New Indian Government Dumps Communists but Maintains Strategic Partnership with Moscow
Meanwhile, north of Palk Strait, the social democratic Indian National Congress scored a resounding victory in that country’s five-week parliamentary election. On May 22, under the leadership of Prime Minister Manmohan Singh the INC will organize a second government with a stronger mandate that will not require the backing of India’s parliamentary communist parties. With more than 700 million eligible voters, India is the largest multiparty democracy in the world. The 76-year-old Singh is the first Indian head of government to win re-election after serving a five-year term since Indira Gandhi in 1971. Born into a Sikh family, Singh studied economics at Oxford University. As finance minister in the INC government of Prime Minister P.V. Narasimha Rao from 1991 to 1996, Singh abandoned Soviet-style state planning and introduced free-market policies that have quadrupled the size of India’s economy. Sonia Gandhi, Italian-born widow of Rajiv, mentioned above, is the dynastic head of the ruling party.

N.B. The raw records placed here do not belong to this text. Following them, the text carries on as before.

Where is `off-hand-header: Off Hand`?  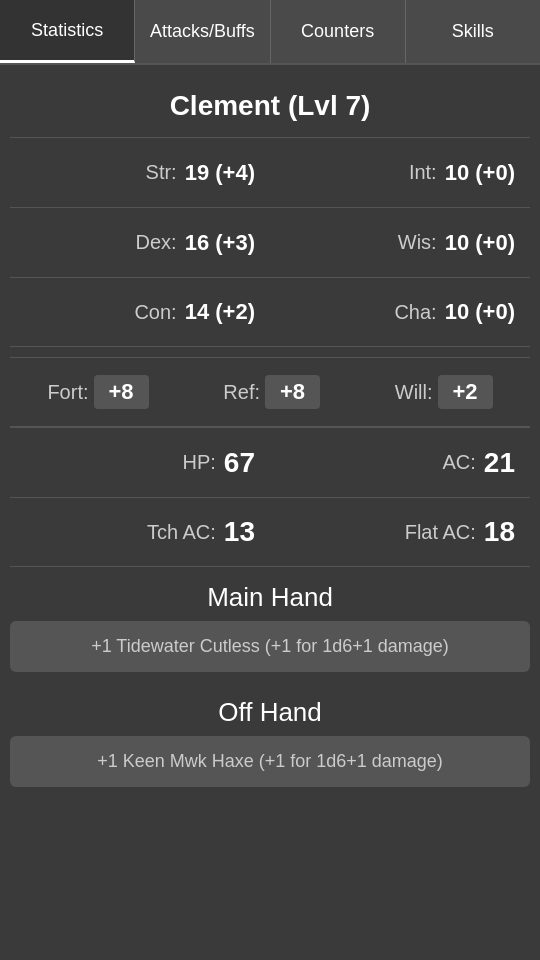
off-hand-header: Off Hand is located at coordinates (270, 709).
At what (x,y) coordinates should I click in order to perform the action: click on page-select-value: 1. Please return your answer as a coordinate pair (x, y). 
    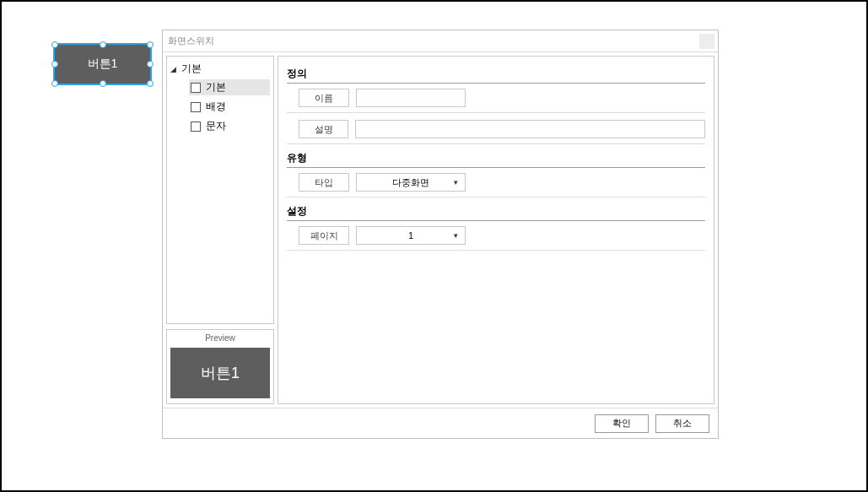
    Looking at the image, I should click on (411, 235).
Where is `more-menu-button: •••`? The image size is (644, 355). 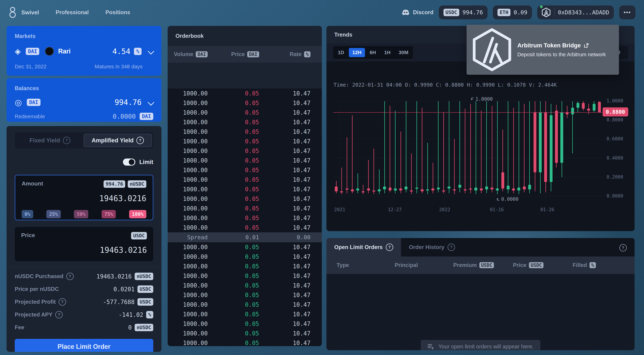
more-menu-button: ••• is located at coordinates (628, 12).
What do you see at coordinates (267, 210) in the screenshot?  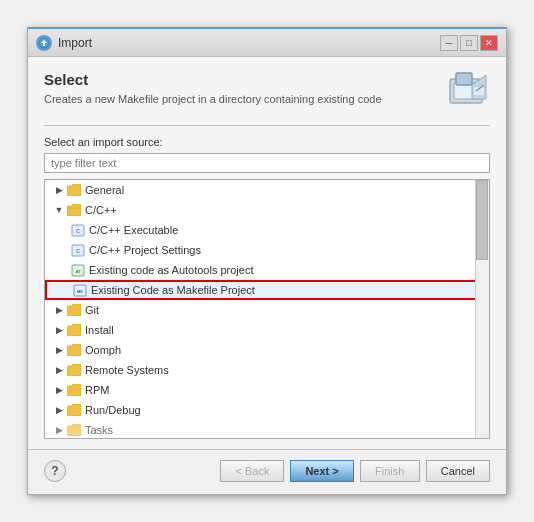 I see `tree-item-cpp: ▼ C/C++` at bounding box center [267, 210].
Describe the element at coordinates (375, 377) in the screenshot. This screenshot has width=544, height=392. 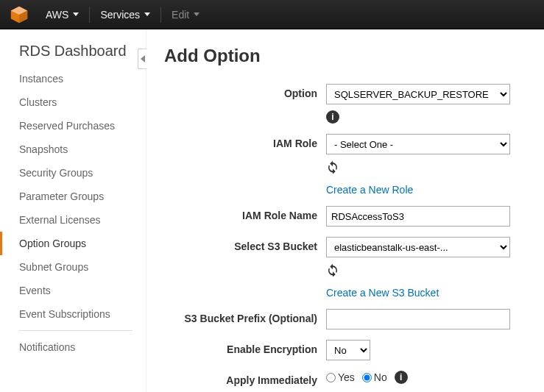
I see `radio-apply-no-wrap: No` at that location.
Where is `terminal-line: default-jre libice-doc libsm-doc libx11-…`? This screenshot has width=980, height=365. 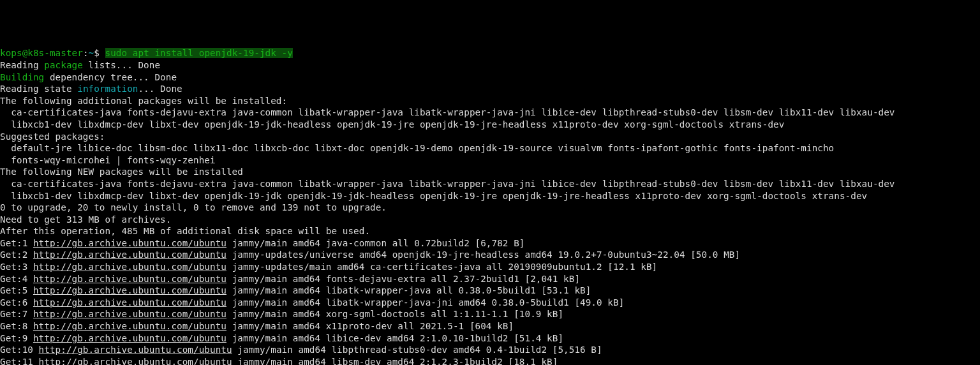
terminal-line: default-jre libice-doc libsm-doc libx11-… is located at coordinates (490, 148).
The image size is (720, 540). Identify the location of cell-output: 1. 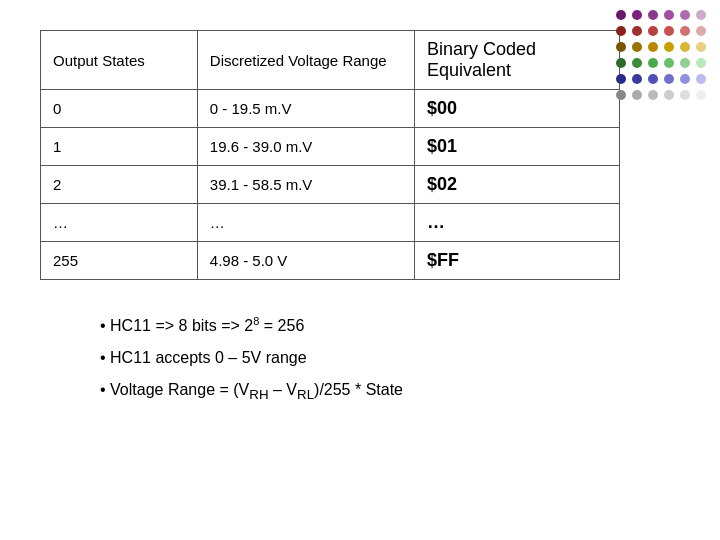
(120, 147).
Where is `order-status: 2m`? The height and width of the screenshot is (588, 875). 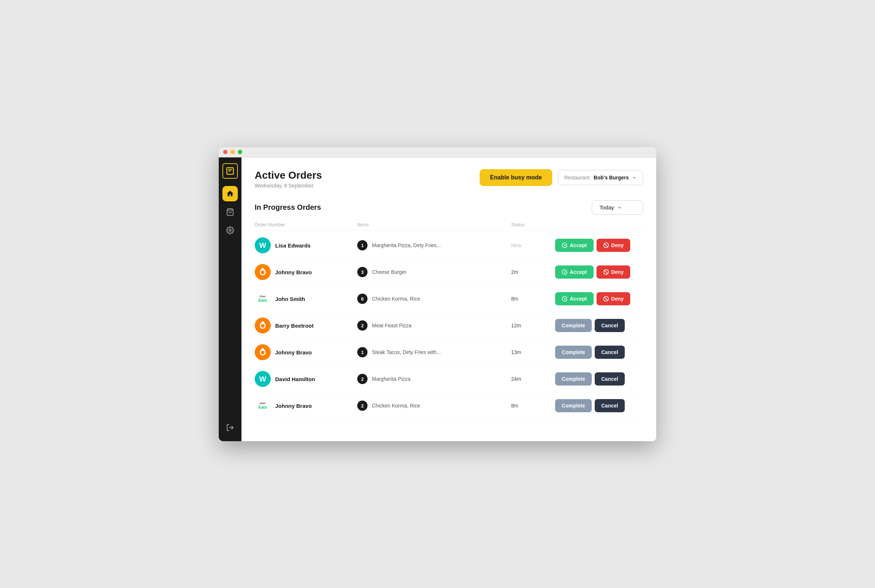 order-status: 2m is located at coordinates (533, 272).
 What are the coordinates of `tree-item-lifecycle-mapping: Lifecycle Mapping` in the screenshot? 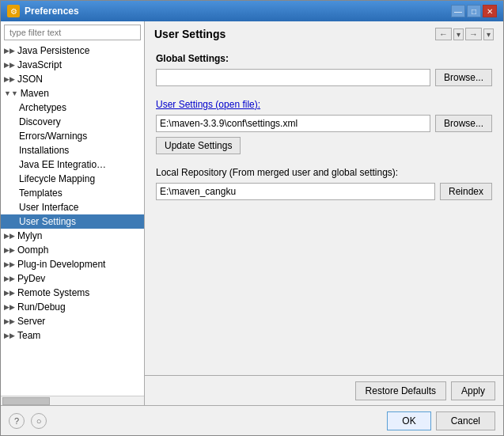 It's located at (73, 179).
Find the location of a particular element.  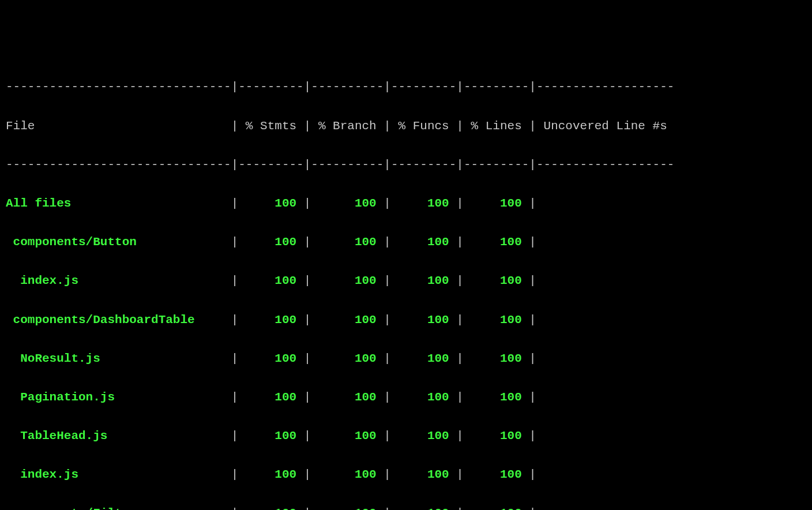

header-stmts: % Stmts is located at coordinates (271, 126).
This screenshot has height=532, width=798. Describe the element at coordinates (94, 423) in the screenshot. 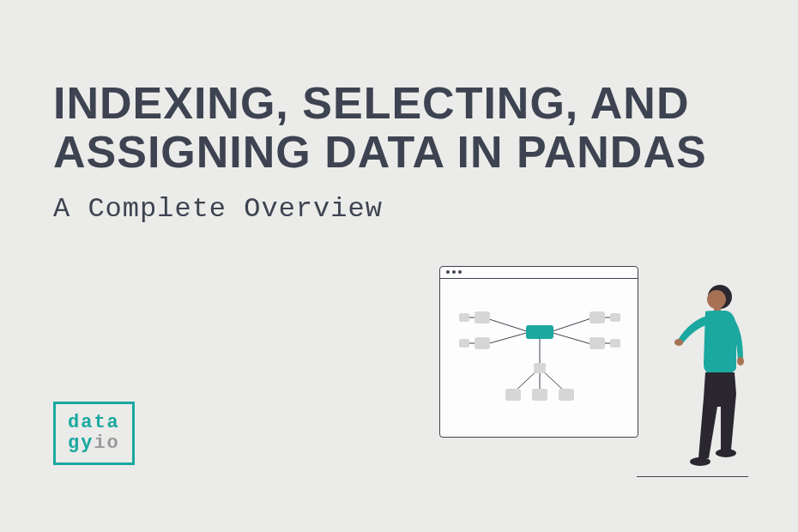

I see `logo-text-line1: data` at that location.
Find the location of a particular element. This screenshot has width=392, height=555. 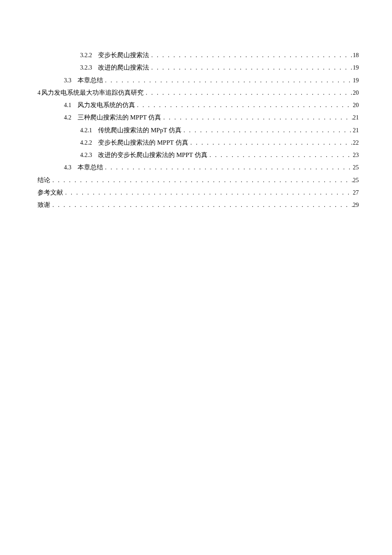

toc-page-number: 18 is located at coordinates (356, 55).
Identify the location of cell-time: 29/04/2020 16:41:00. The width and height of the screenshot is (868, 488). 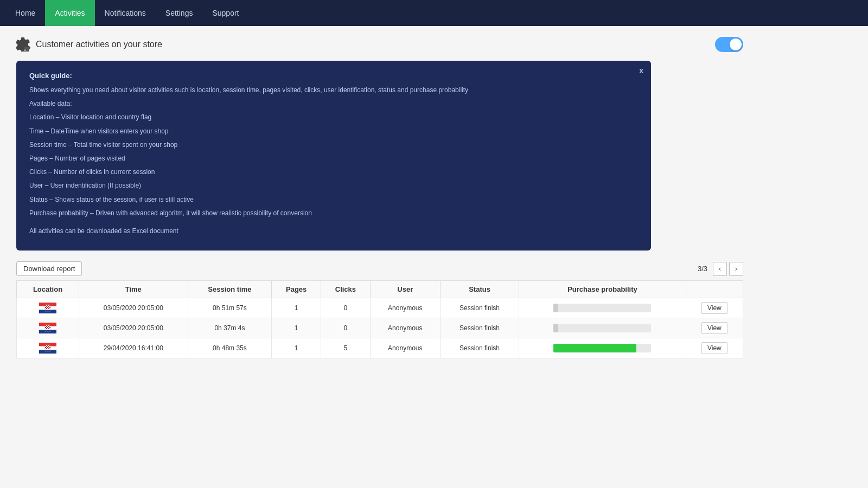
(133, 348).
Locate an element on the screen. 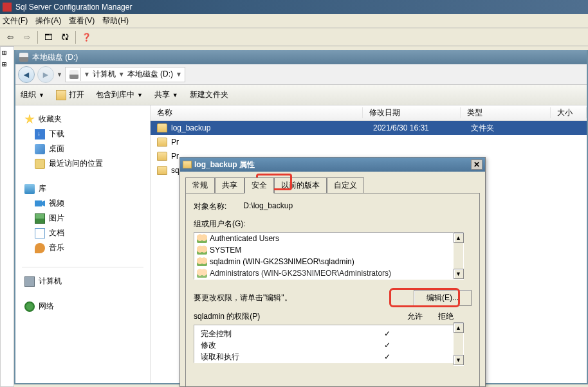 This screenshot has width=588, height=387. sidebar-pictures: 图片 is located at coordinates (82, 219).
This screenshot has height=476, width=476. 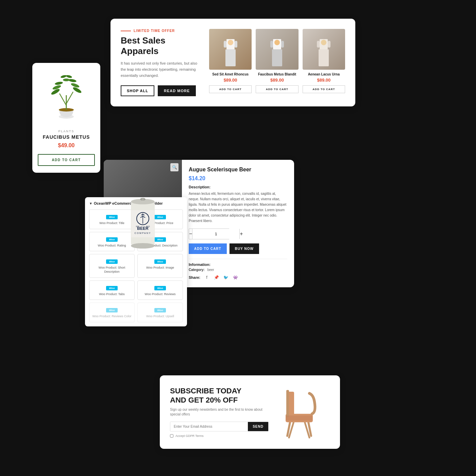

Strategic partners Russia and India are cooperating in the development of the BrahMos missile and a fifth-generation T-50 PAK-FA multi-role fighter. The latter, which is viewed as a competitor to the US Air Force’s F-22 Raptor stealth fighter, was jointly designed and developed by the Sukhoi design bureau, which is part of the Kremlin’s United Aircraft Corporation, along with India’s Hindustan Aeronautics Ltd., under an intergovernmental agreement signed in October 2007. Russia and India have also conducted joint military exercises, the last being this past January’s Indra-2009, which saw the arrival of Russia’s Peter the Great missile cruiser in the Indian Ocean.